Epic Software Developer reviews

3.3

46% would recommend to a friend

(953 total reviews)
avatar

Judith R. Faulkner

77% approve of CEO

82% positive business outlook

Software Engineer/Developer employees have rated Epic with 3.3 out of 5 stars, based on 953 company reviews on Glassdoor. This indicates that most Software Engineer/Developer professionals have a good working experience there. Epic is rated in line with the average (within 1 standard deviation) by Software Engineer/Developer professionals compared to other employers within the Informationstechnologie industry (3.9 stars).

Reviews by job title

953 reviews
3.0
Nov 10, 2020
Recommend
CEO approval
Business Outlook

Pros

- Pay is very good (relative to the Madison area cost of living) for a job right out of college - Benefits are also very good (e.g. health insurance, retirement matching)

Cons

- Have to exclusively work with old, outdated, and highly in-house-customized tech stacks and tooling - Lack of growth of transferrable skills - Learning plateaus very quickly (within a year or two at most) with most of that learning being healthcare domain knowledge in any case - Developers are required to do all foundational user research and design work (though without being given access to real users to actually do any of that, so it ends up just becoming guesswork that's squabbled over internally with a veneer of being "user-centered")

1.0
Oct 29, 2020
Recommend
CEO approval
Business Outlook

Pros

Some excellent people, solid compensation for the area, great food (thanks culinary!)

Cons

Minor technical gripes: they're transitioning from a truly archaic stack and very little of the knowledge you gain working at Epic will be transferable to other jobs The bigger issue: in the face of the covid-19 pandemic, upper management initially resisted the call for remote work, then eventually caved and allowed most of its 10,000 employee campus to work from home. What followed was a 6-month gaslighting campaign as management repeatedly told employees that our "culture" was in danger, they had data suggesting it was safe to return to in-person work, and that working from the office would have no adverse affects on community health. The plan to return to campus in August 2020 had to be prevented by the county health department, and was only called off at 11:30 PM the night before employees were due to return en masse. It is clear to me that upper management does not prioritize the health of its employees and community above perceived threats to productivity and "culture".

1.0
Oct 25, 2020
Recommend
CEO approval
Business Outlook

Pros

- You work with smart people who are trying their absolute best to make something great out of a dinosaur tech stack, which has a fun hacker feel to it when you're ignoring the impact of the technical debt. - The food is actually pretty great.

Cons

- You are viewed as a replaceable unit of labor. - Management does not trust you or care about your wellbeing. - If you are struggling mentally or experiencing burn out, if you don't perform well, management will make no effort to intervene and help you out. - Some senior developers will treat you like you're dumb when they probably couldn't get a job outside Epic at this point because they lack basic modern technical and conceptual developer skills. - The way HR goes about pairing incoming new hires with teams doesn't make any sense, and makes them appear completely out of touch with what the company is even doing. - Management is out of touch with the reality of the industry and don't understand that they are fighting a losing battle in the long-term. - Performance metrics are narrow and don't account for your whole job (while being subjectively weighted by high performers), despite affecting whether you get fired or not. - It's impossible to ask questions without feeling like you're wasting somebody's time, and communicating this with management rarely results in change because as soon as you start asking a reasonable amount of questions, you'll be accused of asking too many questions and not doing enough research on your own, which rarely makes any sense considering how poorly documented and designed most of the code-base is. - It appears that management doesn't possess the ability to self-reflect or empathize with coworkers. This is because most managers are picked from the pool of high performers, so they act more as gatekeepers of acceptable performance, despite obviously being biased against what an average acceptable workload should be. - The performance metric system just makes most developers petty and pits them against each other instead of fostering an environment for collaborative growth. - Most software developers writing web code are out of touch with modern web development and still think they're writing Visual Basic, and will try to make you rewrite JavaScript to include micro-optimizations that only apply to VB.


> Aim of the exercise
Give back the lines below exactly, but do not include any pictures.

> Material supplied
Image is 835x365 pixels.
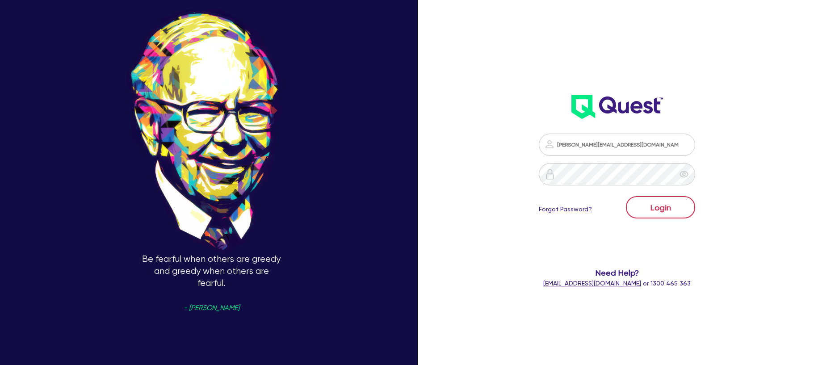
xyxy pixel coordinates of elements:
span: Need Help? [506,267,729,279]
input: Email address [539,134,695,156]
img: icon-password [544,139,555,150]
button: Login [626,196,695,219]
span: or 1300 465 363 [543,280,691,287]
span: - [PERSON_NAME] [184,305,240,312]
a: [EMAIL_ADDRESS][DOMAIN_NAME] [543,280,641,287]
a: Forgot Password? [539,205,592,214]
span: eye [680,170,689,179]
img: icon-password [545,169,556,180]
img: wH2k97JdezQIQAAAABJRU5ErkJggg== [572,95,663,119]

> Expected answer
Image is 835x365 pixels.
xyxy pixel coordinates of elements:
span: Need Help? [506,267,729,279]
input: Email address [539,134,695,156]
img: icon-password [544,139,555,150]
button: Login [626,196,695,219]
span: or 1300 465 363 [543,280,691,287]
span: - [PERSON_NAME] [184,305,240,312]
a: [EMAIL_ADDRESS][DOMAIN_NAME] [543,280,641,287]
a: Forgot Password? [539,205,592,214]
span: eye [680,170,689,179]
img: icon-password [545,169,556,180]
img: wH2k97JdezQIQAAAABJRU5ErkJggg== [572,95,663,119]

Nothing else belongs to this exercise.